DOI: 10.1145/3828667 ISSN: 2157-6904
A Survey and Computational Atlas of Personality Models
Joseph Raetano, Jens Gregor, Suzanne Tamang
Personality psychology has spent a century characterizing individual differences, yet computational approaches to personality are dominated by a single model: the Big Five (OCEAN). Numerous other validated frameworks exist, spanning clinical diagnosis, narcissism, motivation, cognition, conflict resolution, and applied assessment, but without a shared computational format they remain fragmented across disciplinary silos. This paper surveys 44 personality models from seven research disciplines and encodes every construct as a
factor chain
, which we define as a structured descriptor set that disambiguates each factor through its defining adjectives, synonyms, verbs and nouns. The result is a uniformly encoded computational atlas of factor chains paired with neural embeddings and trained classifiers, searchable across all surveyed models simultaneously. Three layers of evaluation confirm the encoding: classifiers tested against human-authored items from published psychometric instruments, an independent LLM judge panel, and replication across multiple generators, achieving 86.8% accuracy on human-authored items. Embedding-space analysis reveals that the seven disciplinary categories do not form coherent clusters in semantic space; data-driven clustering instead uncovers 15 natural groupings that cut across the predefined categories, approximate established diagnostic boundaries, and offer large-scale, lexical-level evidence consistent with personality science having studied overlapping constructs under different names for decades, though shared vocabulary alone is not sufficient evidence for construct equivalence. We position the atlas as an exploratory resource for cross-model comparison and selection rather than a replacement for validated psychometric measurement. The full atlas, trained classifiers, and reproducibility notebooks are openly released.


_WORK TO BE COMPLETED_
Every line with the string "text" should be copied from the data.

(Figure dataset records)
★ ★ ★

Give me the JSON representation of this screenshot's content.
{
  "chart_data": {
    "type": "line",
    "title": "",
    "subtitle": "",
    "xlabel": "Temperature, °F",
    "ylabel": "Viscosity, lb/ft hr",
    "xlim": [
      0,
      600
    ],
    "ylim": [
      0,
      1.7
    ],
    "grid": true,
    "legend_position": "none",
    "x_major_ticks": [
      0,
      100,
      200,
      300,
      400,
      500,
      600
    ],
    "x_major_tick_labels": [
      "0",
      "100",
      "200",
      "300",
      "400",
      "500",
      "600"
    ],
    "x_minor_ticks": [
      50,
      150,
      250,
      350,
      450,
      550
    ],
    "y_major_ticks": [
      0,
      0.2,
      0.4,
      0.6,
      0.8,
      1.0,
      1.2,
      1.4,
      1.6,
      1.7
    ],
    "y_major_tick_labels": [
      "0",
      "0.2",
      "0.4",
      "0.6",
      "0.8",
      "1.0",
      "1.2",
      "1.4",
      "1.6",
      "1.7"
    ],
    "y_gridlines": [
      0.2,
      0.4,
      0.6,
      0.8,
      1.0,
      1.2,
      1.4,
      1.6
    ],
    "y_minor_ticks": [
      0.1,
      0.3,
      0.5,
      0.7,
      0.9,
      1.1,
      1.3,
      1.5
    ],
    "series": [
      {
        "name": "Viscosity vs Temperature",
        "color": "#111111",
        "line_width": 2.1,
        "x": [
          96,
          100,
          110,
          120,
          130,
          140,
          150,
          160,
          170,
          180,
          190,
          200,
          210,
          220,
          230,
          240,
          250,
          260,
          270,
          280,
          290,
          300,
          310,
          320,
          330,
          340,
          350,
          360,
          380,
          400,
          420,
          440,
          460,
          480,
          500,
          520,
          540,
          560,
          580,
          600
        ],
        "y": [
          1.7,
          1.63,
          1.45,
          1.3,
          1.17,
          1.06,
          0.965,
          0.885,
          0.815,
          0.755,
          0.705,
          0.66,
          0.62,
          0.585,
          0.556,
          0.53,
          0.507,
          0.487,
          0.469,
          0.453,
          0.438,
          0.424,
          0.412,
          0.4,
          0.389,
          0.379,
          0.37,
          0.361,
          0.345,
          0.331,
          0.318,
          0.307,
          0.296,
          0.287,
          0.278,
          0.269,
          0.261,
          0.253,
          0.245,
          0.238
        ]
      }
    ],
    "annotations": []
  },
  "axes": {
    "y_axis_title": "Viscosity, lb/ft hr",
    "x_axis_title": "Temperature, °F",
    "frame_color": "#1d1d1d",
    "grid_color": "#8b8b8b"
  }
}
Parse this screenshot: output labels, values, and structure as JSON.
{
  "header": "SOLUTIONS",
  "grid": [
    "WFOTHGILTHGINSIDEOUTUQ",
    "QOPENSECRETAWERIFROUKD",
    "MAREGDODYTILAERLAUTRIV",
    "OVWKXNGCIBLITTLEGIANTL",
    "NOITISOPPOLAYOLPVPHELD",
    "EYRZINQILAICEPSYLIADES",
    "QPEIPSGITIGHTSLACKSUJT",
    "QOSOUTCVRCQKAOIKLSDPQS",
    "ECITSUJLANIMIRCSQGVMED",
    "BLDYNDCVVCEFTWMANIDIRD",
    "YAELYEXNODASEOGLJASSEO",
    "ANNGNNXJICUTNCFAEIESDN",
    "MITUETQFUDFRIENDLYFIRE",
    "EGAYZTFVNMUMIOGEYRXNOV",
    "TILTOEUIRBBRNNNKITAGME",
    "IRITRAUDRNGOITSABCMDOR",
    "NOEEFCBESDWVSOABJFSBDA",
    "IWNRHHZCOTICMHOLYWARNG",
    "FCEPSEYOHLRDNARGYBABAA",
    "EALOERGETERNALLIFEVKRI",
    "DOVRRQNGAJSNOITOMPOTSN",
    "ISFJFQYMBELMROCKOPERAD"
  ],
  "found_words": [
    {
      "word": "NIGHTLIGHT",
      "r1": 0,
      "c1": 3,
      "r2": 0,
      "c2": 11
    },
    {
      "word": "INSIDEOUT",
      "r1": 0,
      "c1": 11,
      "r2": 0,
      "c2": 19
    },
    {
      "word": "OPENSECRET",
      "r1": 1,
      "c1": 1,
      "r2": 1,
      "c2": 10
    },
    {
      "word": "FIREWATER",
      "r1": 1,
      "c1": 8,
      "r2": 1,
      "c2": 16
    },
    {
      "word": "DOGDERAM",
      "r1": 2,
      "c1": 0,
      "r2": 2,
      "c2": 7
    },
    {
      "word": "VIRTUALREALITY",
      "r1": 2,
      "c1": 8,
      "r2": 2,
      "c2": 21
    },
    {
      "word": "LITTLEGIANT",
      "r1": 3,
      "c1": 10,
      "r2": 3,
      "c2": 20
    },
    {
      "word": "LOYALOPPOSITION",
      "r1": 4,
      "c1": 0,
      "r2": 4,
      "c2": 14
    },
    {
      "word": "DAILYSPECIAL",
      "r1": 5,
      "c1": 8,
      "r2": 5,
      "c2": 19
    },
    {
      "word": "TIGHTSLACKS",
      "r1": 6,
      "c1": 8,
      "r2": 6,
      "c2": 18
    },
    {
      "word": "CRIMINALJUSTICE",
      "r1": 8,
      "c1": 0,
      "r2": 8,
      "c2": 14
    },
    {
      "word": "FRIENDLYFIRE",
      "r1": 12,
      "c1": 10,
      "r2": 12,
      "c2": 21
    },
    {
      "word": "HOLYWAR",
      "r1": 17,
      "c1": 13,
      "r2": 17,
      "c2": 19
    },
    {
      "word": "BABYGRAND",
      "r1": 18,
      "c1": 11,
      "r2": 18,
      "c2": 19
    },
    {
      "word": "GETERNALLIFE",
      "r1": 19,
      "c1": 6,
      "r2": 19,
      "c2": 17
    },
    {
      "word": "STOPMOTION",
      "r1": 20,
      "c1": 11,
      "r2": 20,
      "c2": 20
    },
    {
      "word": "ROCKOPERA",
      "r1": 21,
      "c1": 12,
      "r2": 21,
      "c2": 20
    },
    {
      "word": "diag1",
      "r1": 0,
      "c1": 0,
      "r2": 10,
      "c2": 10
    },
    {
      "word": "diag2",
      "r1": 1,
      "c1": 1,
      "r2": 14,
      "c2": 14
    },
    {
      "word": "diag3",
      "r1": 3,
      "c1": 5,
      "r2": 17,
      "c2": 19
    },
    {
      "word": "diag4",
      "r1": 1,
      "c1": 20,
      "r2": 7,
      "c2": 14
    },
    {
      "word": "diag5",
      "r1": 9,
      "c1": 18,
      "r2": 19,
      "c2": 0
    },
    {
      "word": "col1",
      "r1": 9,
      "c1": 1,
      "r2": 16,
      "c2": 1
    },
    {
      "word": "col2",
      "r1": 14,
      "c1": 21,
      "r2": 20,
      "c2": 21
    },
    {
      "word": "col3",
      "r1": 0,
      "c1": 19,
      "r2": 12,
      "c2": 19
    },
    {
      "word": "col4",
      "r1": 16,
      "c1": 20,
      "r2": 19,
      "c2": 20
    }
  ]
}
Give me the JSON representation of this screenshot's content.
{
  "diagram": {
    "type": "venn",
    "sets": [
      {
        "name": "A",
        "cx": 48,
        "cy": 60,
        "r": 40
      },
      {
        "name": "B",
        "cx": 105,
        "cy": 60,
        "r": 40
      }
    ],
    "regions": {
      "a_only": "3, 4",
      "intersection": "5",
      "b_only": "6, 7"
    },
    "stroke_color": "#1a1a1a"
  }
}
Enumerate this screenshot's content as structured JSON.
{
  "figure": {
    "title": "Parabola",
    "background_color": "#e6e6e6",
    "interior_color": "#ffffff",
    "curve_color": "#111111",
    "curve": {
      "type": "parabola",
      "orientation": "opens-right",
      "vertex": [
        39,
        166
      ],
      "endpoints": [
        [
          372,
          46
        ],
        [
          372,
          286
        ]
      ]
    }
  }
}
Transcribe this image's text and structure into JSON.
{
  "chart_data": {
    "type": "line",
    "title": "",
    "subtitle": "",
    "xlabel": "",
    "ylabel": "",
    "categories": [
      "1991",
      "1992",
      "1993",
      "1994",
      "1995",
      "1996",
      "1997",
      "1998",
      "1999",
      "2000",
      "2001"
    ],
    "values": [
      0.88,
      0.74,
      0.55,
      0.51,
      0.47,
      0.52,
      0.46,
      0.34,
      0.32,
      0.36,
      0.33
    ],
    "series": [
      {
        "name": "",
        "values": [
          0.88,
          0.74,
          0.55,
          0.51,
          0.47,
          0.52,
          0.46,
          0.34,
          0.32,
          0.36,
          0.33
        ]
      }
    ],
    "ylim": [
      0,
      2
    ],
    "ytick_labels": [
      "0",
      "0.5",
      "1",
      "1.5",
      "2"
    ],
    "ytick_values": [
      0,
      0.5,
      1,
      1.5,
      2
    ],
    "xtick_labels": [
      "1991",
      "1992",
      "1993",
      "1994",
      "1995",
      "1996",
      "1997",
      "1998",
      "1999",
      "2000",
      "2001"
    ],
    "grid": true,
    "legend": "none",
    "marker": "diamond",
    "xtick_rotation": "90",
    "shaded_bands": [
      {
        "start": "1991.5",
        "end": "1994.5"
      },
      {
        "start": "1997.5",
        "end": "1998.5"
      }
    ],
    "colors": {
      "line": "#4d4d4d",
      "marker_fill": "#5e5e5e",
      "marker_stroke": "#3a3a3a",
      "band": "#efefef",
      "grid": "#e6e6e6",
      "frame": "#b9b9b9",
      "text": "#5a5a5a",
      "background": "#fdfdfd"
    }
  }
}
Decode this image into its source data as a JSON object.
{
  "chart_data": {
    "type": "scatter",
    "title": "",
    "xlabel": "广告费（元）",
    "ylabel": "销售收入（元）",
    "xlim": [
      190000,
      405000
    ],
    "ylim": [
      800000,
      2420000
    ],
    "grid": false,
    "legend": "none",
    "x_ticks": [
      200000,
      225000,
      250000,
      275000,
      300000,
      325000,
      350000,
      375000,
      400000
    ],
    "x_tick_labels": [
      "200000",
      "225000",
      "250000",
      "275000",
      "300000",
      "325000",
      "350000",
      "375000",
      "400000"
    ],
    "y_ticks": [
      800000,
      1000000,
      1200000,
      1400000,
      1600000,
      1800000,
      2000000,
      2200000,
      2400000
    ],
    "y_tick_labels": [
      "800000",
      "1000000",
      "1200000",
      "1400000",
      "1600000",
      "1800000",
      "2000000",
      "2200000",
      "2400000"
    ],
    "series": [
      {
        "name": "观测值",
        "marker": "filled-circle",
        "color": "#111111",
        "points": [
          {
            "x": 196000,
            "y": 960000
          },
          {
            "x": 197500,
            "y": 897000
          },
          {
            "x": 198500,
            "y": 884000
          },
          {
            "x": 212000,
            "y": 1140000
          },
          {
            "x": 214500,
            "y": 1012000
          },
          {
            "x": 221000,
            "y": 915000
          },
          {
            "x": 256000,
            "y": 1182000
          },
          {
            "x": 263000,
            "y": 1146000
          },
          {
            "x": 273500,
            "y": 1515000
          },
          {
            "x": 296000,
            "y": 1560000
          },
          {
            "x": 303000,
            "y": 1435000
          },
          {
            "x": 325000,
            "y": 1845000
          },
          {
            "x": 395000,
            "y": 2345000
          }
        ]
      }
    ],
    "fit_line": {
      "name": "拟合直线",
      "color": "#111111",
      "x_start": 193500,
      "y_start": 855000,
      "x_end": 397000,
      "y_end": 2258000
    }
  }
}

★ ★ ★

_YOUR SOLUTION_
Transcribe this image's text and structure into JSON.
      "text": "#5a5a5a",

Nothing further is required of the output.